On Thu, Nov 27, 2014 at 11:51:08AM -0500, Rob Clark wrote:
> On Thu, Nov 27, 2014 at 11:39 AM, Thierry Reding
> <thierry.red...@gmail.com> wrote:
> > Tegra K1 and later use a GPU that can be driven by the Nouveau driver.
> > But the GPU is a pure render node and has no display engine, hence the
> > scanout needs to happen on the Tegra display hardware. The GPU and the
> > display engine each have a separate DRM device node exposed by the
> > kernel.
> >
> > To make the setup appear as a single device, this driver instantiates
> > a Nouveau screen with each instance of a Tegra screen and forwards GPU
> > requests to the Nouveau screen. For purposes of scanout it will import
> > buffers created on the GPU into the display driver. Handles that
> > userspace requests are those of the display driver so that they can be
> > used to create framebuffers.
> >
> > This has been tested with some GBM test programs, as well as kmscube and
> > weston. All of those run without modifications, but I'm sure there is a
> > lot that can be improved.
> >
> > TODO:
> > - use Nouveau headers to get at the prototype for creating a screen
> > - implement enough support to seamlessly integrate with X
> > - refactor some of the code to be reusable by other drivers
> 
> I haven't looked too carefully at the implementation yet, but couldn't
> you just put in src/gallium/drivers/shim ?  I guess you'd just want a
> small if/else ladder where you create the *actual* screen, to create a
> nouveau screen for tegra, an etnaviv screen for imx, armada, etc..?

That's not how Mesa's loader works. Typically only a file descriptor is
passed in and helpers determine a name for the driver to load, then the
DRI code will load <name>_dri.so. I don't see how this could be made to
work with a single Gallium driver.

There's also the fact that these drivers need to become very HW-specific
at some point, so sharing a single driver will likely just cause an
explosion of conditionals to special-case for each and everyone of the
drivers.

Lastly, Tegra is also somewhat special in this regard because earlier
generations did have a GPU that's controlled via the same DRM device as
the display part. If ever a Mesa driver shows up for that older GPU we
are going to have a conflict between the shim and the Tegra driver that
isn't going to be easy to untangle. With a separate driver we can use
SoC-specific knowledge to determine whether the driver is running on an
old SoC generation or Tegra K1 and later.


Exercise brief: Report each line of the data that has "clinical" somewhere in it.

++++ Records for this task ++++

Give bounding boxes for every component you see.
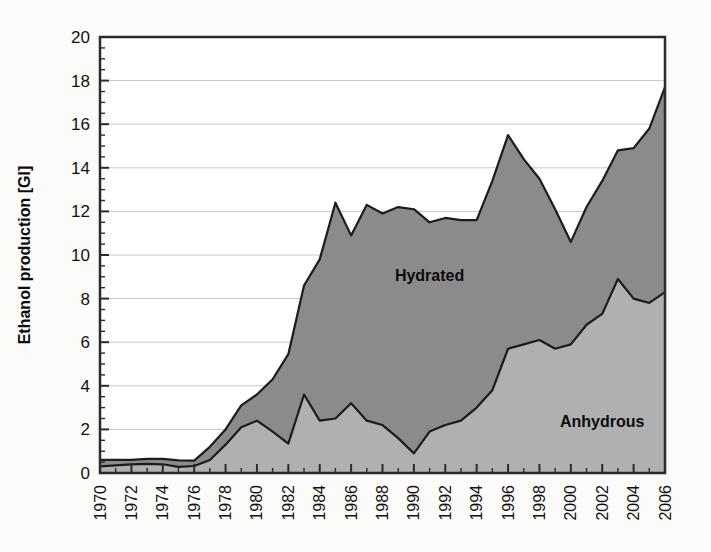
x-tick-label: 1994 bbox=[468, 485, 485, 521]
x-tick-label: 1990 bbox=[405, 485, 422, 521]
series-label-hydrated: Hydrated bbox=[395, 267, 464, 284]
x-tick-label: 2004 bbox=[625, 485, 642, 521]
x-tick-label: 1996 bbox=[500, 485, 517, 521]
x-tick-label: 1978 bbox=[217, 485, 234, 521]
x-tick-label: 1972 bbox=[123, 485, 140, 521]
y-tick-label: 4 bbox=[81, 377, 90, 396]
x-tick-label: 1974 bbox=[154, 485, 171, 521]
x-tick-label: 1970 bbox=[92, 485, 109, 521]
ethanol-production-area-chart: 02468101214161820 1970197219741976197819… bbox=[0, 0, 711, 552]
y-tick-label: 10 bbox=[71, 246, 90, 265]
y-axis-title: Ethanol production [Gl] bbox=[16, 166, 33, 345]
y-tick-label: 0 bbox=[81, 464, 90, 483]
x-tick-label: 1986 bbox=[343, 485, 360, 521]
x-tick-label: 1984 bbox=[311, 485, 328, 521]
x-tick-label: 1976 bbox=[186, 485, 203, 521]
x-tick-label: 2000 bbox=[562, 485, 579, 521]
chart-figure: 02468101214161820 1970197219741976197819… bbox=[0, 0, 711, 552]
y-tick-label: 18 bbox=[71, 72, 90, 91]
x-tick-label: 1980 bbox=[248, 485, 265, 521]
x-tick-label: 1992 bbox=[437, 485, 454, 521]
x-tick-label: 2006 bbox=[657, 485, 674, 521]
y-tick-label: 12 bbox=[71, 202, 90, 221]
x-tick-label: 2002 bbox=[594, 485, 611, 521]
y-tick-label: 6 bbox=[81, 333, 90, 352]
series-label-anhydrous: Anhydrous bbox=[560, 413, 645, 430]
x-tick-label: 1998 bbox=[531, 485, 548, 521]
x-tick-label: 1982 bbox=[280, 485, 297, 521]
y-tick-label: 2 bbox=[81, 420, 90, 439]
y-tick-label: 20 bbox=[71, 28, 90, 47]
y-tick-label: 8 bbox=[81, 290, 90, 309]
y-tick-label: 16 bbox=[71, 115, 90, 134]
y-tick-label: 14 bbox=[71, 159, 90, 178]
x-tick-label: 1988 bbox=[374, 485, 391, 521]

++++
++++ Records for this task ++++

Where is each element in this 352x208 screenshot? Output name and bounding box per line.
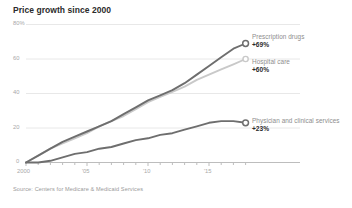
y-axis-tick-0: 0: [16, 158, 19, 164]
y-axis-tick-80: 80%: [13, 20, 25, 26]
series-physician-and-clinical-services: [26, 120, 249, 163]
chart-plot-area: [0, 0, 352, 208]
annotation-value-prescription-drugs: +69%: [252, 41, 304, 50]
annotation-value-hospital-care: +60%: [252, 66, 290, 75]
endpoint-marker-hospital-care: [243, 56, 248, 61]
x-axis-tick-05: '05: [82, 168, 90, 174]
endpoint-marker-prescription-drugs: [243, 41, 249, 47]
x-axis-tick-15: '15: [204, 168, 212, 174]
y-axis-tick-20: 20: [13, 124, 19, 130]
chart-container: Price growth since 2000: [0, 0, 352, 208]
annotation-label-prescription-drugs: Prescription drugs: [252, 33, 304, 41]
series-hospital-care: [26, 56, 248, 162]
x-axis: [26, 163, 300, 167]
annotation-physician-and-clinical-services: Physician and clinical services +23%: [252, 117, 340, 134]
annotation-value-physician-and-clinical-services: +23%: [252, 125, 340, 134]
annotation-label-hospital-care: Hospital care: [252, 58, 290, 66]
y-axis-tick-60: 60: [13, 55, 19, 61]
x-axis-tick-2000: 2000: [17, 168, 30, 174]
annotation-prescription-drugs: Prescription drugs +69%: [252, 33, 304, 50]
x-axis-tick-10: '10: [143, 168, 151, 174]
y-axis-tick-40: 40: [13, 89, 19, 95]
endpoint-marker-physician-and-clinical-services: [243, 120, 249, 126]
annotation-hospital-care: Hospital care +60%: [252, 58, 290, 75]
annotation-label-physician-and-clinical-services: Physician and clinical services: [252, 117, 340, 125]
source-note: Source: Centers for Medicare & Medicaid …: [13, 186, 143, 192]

++++

Written answer:
series-physician-and-clinical-services: [26, 120, 249, 163]
annotation-physician-and-clinical-services: Physician and clinical services +23%: [252, 117, 340, 134]
annotation-value-physician-and-clinical-services: +23%: [252, 125, 340, 134]
endpoint-marker-physician-and-clinical-services: [243, 120, 249, 126]
annotation-label-physician-and-clinical-services: Physician and clinical services: [252, 117, 340, 125]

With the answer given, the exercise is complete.